I think that if you care about which molecule matches up with the other, you are taking a single token philosophy. You still have processes in chemistry it’s just not distinguishable to say which molecules went where, if you could, then it wouldn’t be mass action. It would be a different model of chemical theory.
I think the atomic isotopes issue is best thought of as different species for the different isotopes
In biochemistry you have this spatial structure too so you can think of cells as machines for enforcing the violation of mass action assumptions. They have a lot of complex processes going on to ensure that things don’t become uniformly distributed.
John Baez said:
Fabrizio Genovese said:
This also highlights very well why the collective token philosophy does not work well in many compsci applications. There your places do not have type unit, and being tokens terms of that type you need to distinguish between tokens in an execution.
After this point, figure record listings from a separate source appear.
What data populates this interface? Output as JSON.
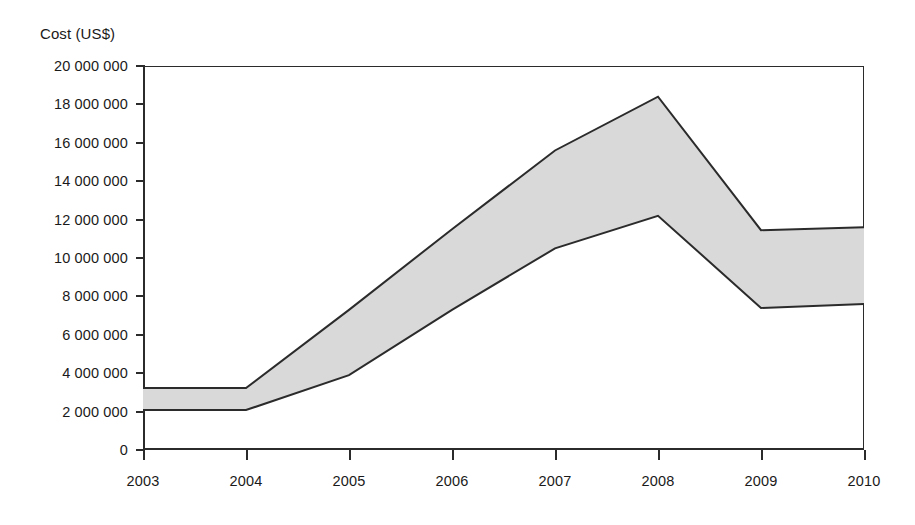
{
  "chart_data": {
    "type": "area",
    "title": "",
    "ylabel": "Cost (US$)",
    "xlabel": "",
    "x": [
      2003,
      2004,
      2005,
      2006,
      2007,
      2008,
      2009,
      2010
    ],
    "categories": [
      "2003",
      "2004",
      "2005",
      "2006",
      "2007",
      "2008",
      "2009",
      "2010"
    ],
    "series": [
      {
        "name": "Upper bound",
        "values": [
          3230000,
          3230000,
          7300000,
          11500000,
          15600000,
          18400000,
          11450000,
          11600000
        ]
      },
      {
        "name": "Lower bound",
        "values": [
          2080000,
          2080000,
          3900000,
          7300000,
          10500000,
          12200000,
          7400000,
          7600000
        ]
      }
    ],
    "band_fill": "#d9d9d9",
    "band_stroke": "#2b2b2b",
    "ylim": [
      0,
      20000000
    ],
    "xlim": [
      2003,
      2010
    ],
    "ytick_values": [
      0,
      2000000,
      4000000,
      6000000,
      8000000,
      10000000,
      12000000,
      14000000,
      16000000,
      18000000,
      20000000
    ],
    "ytick_labels": [
      "0",
      "2 000 000",
      "4 000 000",
      "6 000 000",
      "8 000 000",
      "10 000 000",
      "12 000 000",
      "14 000 000",
      "16 000 000",
      "18 000 000",
      "20 000 000"
    ],
    "grid": false,
    "legend": null,
    "legend_position": "none",
    "annotations": []
  },
  "axis": {
    "y_title": "Cost (US$)"
  },
  "colors": {
    "axis": "#2b2b2b",
    "text": "#1a1a1a",
    "band_fill": "#d9d9d9",
    "band_stroke": "#2b2b2b",
    "background": "#ffffff"
  }
}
What's a "type unit"? I don't understand the last sentence here, in part because of that and in part because the chunk after "and" isn't grammatical (as far as I can tell). But I think I understand the basic idea in a vague way, and I'd like to understand it the way you do.
What I mean is that places do not have type unit
. unit
is the type with just one term. So two terms of this type are always the same term and you can't really distinguish between them. I'd say my last sentence is grammatical tho. I parse it like this:
(and (being tokens terms of that type)) (you need to distinguish between tokens in an execution.)
The only part I am not 100% sure about is "being tokens terms of that type", which I interpret as equivalent to "given that tokens are terms of that type". I've found some sentences that were of this form in some books though, so I assumed it's a thing in English.
I think if you transpose "being" and "tokens", it becomes clear.
There your places do not have type
unit
, and, tokens being terms of that type, you need to distinguish between tokens in an execution.
Yes, that's probably the confusing part. Transposing "tokens" and "being" like that sounds way more natural in English, but feels very unnatural in my first language, so probably that's the source of confusion :slight_smile:
Yes, "being tokens of that type" isn't grammatical in English unless it's part of something like "the aforementioned items being tokens of that type". That's what was throwing me.